The philosophical Degrees have taught you the value of knowledge,

p. 856

the excellence of truth, the superiority of intellectual labor, the dignity and value of your soul, the worth of great and noble thoughts; and thus endeavored to assist you to rise above the level of the animal appetites and passions, the pursuits of greed and the miserable struggles of ambition, and to find purer pleasure and nobler prizes and rewards in the acquisition of knowledge, the enlargement of the intellect, the interpretation of the sacred writing of God upon the great pages of the Book of Nature.

And the Chivalric Degrees have led you on the same path, by showing you the excellence of generosity, clemency, forgiveness of injuries, magnanimity, contempt of danger, and the paramount obligations of Duty and Honor. They have taught you to over-come the fear of death, to devote yourself to the great cause of civil and religious Liberty, to be the Soldier of all that is just, right, and true; in the midst of pestilence to deserve your title of Knight Commander of the Temple, and neither there nor Elsewhere to desert your post and flee dastard-like from the foe. In all this, you assert the superiority and right to dominion of that in you which is spiritual and divine. No base fear of danger or death, no sordid ambitions or pitiful greeds or base considerations can tempt a true Scottish Knight to dishonor, and so make his intellect, his reason, his soul, the bond-slave of his appetites, of his passions, of that which is material and animal, selfish and brutish in his nature.

It is not possible to create a true and genuine Brotherhood upon any theory of the baseness of human nature: nor by a community of belief in abstract propositions as to the nature of the Deity, the number of His persons, or other theorems of religious faith: nor by the establishment of a system of association simply for mutual relief, and by which, in consideration of certain payments regularly made, each becomes entitled to a certain stipend in case of sickness, to attention then, and to the ceremonies of burial after death.

There can be no genuine Brotherhood without mutual regard, good opinion and esteem, mutual charity, and mutual allowance for faults and failings. It is those only who learn habitually to think better of each other, to look habitually for the good that is in each other, and expect, allow for, and overlook, the evil, who can be Brethren one of the other, in any true sense of the word. Those who gloat over the failings of one another, who think each

p. 857

other to be naturally base and low, of a nature in which the Evil predominates and excellence is not to be looked for, cannot be even friends, and much less Brethren.

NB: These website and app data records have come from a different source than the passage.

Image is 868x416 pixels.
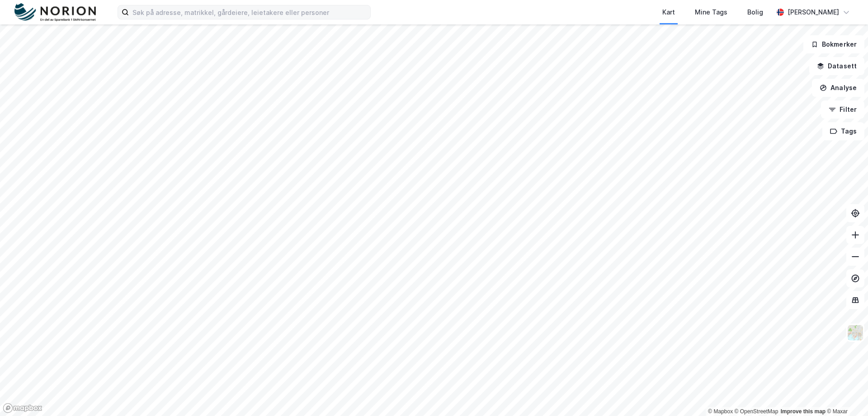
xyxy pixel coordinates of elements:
[708,408,733,414] a: Mapbox
[823,372,868,416] div: Kontrollprogram for chat
[129,6,370,19] input: Søk på adresse, matrikkel, gårdeiere, leietakere eller personer
[823,372,868,416] iframe: Chat Widget
[822,122,865,141] button: Tags
[812,79,865,97] button: Analyse
[847,324,864,341] img: Z
[747,7,763,18] div: Bolig
[809,57,865,75] button: Datasett
[14,3,96,22] img: norion-logo.80e7a08dc31c2e691866.png
[735,408,779,414] a: OpenStreetMap
[803,35,865,54] button: Bokmerker
[695,7,728,18] div: Mine Tags
[821,100,865,118] button: Filter
[788,7,839,18] div: [PERSON_NAME]
[662,7,675,18] div: Kart
[781,408,825,414] a: Improve this map
[2,402,43,413] a: Mapbox homepage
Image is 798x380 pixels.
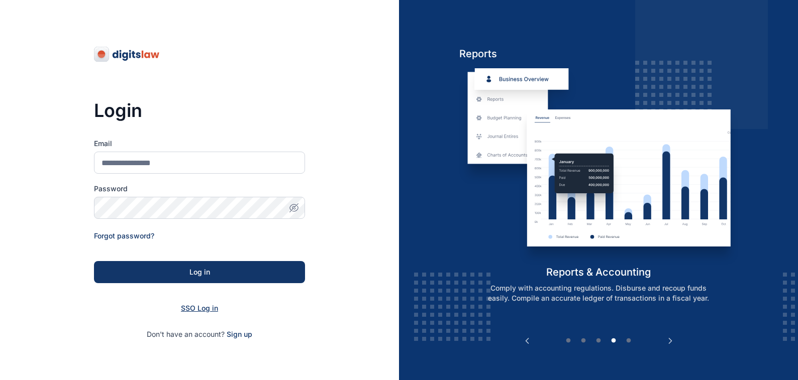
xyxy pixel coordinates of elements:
[94,139,305,149] label: Email
[593,336,603,346] button: 3
[94,330,305,340] p: Don't have an account?
[665,336,675,346] button: Next
[94,184,305,194] label: Password
[94,100,305,121] h3: Login
[227,330,252,340] span: Sign up
[470,283,727,303] p: Comply with accounting regulations. Disburse and recoup funds easily. Compile an accurate ledger ...
[110,267,289,277] div: Log in
[459,68,738,265] img: reports-and-accounting
[522,336,532,346] button: Previous
[181,304,218,313] a: SSO Log in
[94,232,154,240] a: Forgot password?
[459,47,738,61] h5: Reports
[227,330,252,339] a: Sign up
[94,46,160,62] img: digitslaw-logo
[459,265,738,279] h5: reports & accounting
[563,336,573,346] button: 1
[624,336,634,346] button: 5
[94,261,305,283] button: Log in
[578,336,588,346] button: 2
[608,336,619,346] button: 4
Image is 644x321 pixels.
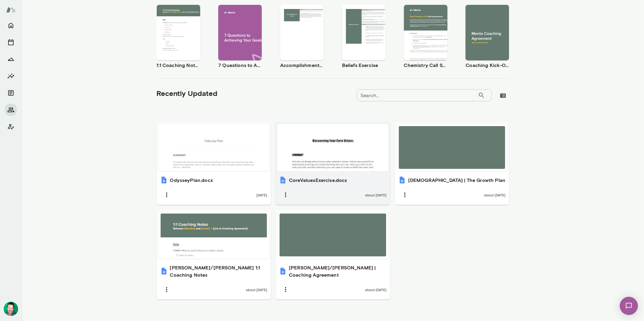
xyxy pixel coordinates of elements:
[5,70,17,82] button: Insights
[5,53,17,65] button: Growth Plan
[157,62,200,69] h6: 1:1 Coaching Notes
[5,20,17,32] button: Home
[4,302,18,316] img: Brian Lawrence
[160,177,168,184] img: OdysseyPlan.docx
[5,87,17,99] button: Documents
[289,264,387,279] h6: [PERSON_NAME]/[PERSON_NAME] | Coaching Agreement
[484,192,506,197] span: about [DATE]
[5,36,17,48] button: Sessions
[279,268,287,275] img: Chris/Brian | Coaching Agreement
[218,62,262,69] h6: 7 Questions to Achieving Your Goals
[365,192,387,197] span: about [DATE]
[289,177,347,184] h6: CoreValuesExercise.docx
[280,62,323,69] h6: Accomplishment Tracker
[342,62,386,69] h6: Beliefs Exercise
[365,287,387,292] span: about [DATE]
[404,62,447,69] h6: Chemistry Call Self-Assessment [Coaches only]
[256,192,267,197] span: [DATE]
[399,177,406,184] img: Christian | The Growth Plan
[466,62,509,69] h6: Coaching Kick-Off | Coaching Agreement
[157,88,217,98] h5: Recently Updated
[279,177,287,184] img: CoreValuesExercise.docx
[246,287,267,292] span: about [DATE]
[5,121,17,133] button: Client app
[170,177,213,184] h6: OdysseyPlan.docx
[160,268,168,275] img: Chris/Brian 1:1 Coaching Notes
[5,104,17,116] button: Members
[408,177,506,184] h6: [DEMOGRAPHIC_DATA] | The Growth Plan
[170,264,268,279] h6: [PERSON_NAME]/[PERSON_NAME] 1:1 Coaching Notes
[6,4,16,15] img: Mento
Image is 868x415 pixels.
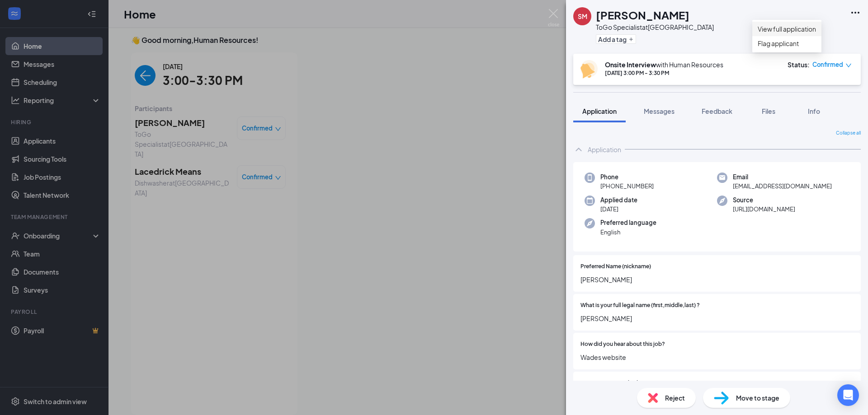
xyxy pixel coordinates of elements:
span: Source [733,196,795,205]
span: Have you ever worked at [PERSON_NAME] Restaurant? [580,379,724,388]
span: Feedback [701,107,732,116]
span: Wades website [580,352,853,362]
b: Onsite Interview [605,61,656,68]
span: Confirmed [812,60,843,69]
span: Applied date [600,196,638,205]
span: [DATE] [600,205,638,214]
div: with Human Resources [605,60,723,69]
span: Application [582,107,617,116]
div: [DATE] 3:00 PM - 3:30 PM [605,69,723,76]
span: How did you hear about this job? [580,340,665,349]
span: Collapse all [836,129,861,137]
button: PlusAdd a tag [596,35,636,44]
div: Open Intercom Messenger [837,384,859,406]
h1: [PERSON_NAME] [596,7,689,23]
span: down [845,62,852,68]
div: ToGo Specialist at [GEOGRAPHIC_DATA] [596,23,714,32]
span: Preferred Name (nickname) [580,262,651,271]
span: Info [808,107,820,116]
span: [URL][DOMAIN_NAME] [733,205,795,214]
span: Phone [600,173,654,182]
svg: Plus [628,36,634,42]
svg: ChevronUp [573,144,584,155]
span: Messages [644,107,675,116]
span: Move to stage [736,393,780,403]
span: Preferred language [600,218,657,228]
span: [PERSON_NAME] [580,313,853,323]
svg: Ellipses [850,7,861,18]
div: Status : [788,60,810,69]
span: Files [761,107,775,116]
span: Email [733,173,832,182]
span: [PERSON_NAME] [580,275,853,285]
span: English [600,228,657,237]
div: SM [577,12,587,21]
span: [PHONE_NUMBER] [600,182,654,190]
span: Reject [665,393,685,403]
div: Application [587,145,621,154]
span: What is your full legal name (first,middle,last) ? [580,301,700,309]
a: View full application [758,24,816,34]
span: [EMAIL_ADDRESS][DOMAIN_NAME] [733,182,832,190]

No one can have a right to think meanly of his race, unless he also thinks meanly of himself. If, from a single fault or error, he judges of the character of another, and takes the single act as evidence of the whole nature of the man and of the whole course of his life, he ought to consent to be judged by the same rule, and to admit it to be right that others should thus uncharitably condemn himself. But such judgments will become impossible when he incessantly reminds himself that in every man who lives there is an immortal Soul endeavoring to do that which is right and just; a Ray, however small, and almost inappreciable, from the Great Source of Light and Intelligence, which ever struggles upward amid all the impediments of sense and the obstructions of the passions; and that in every man this ray continually wages war against his evil passions and his unruly appetites, or, if it has succumbed, is never wholly extinguished and annihilated. For he will then see that it is not victory, but the struggle that de-serves honor; since in this as in all else no man can always command success. Amid a cloud of errors, of failure, and short-comings, he will look for the struggling Soul, for that which is good in every one amid the evil, and, believing that each is better than from his acts and omissions he seems to be, and that God cares for him still, and pities him and loves him, he will feel that even the erring sinner is still his brother, still entitled to his sympathy, and bound to him by the indissoluble ties of fellowship.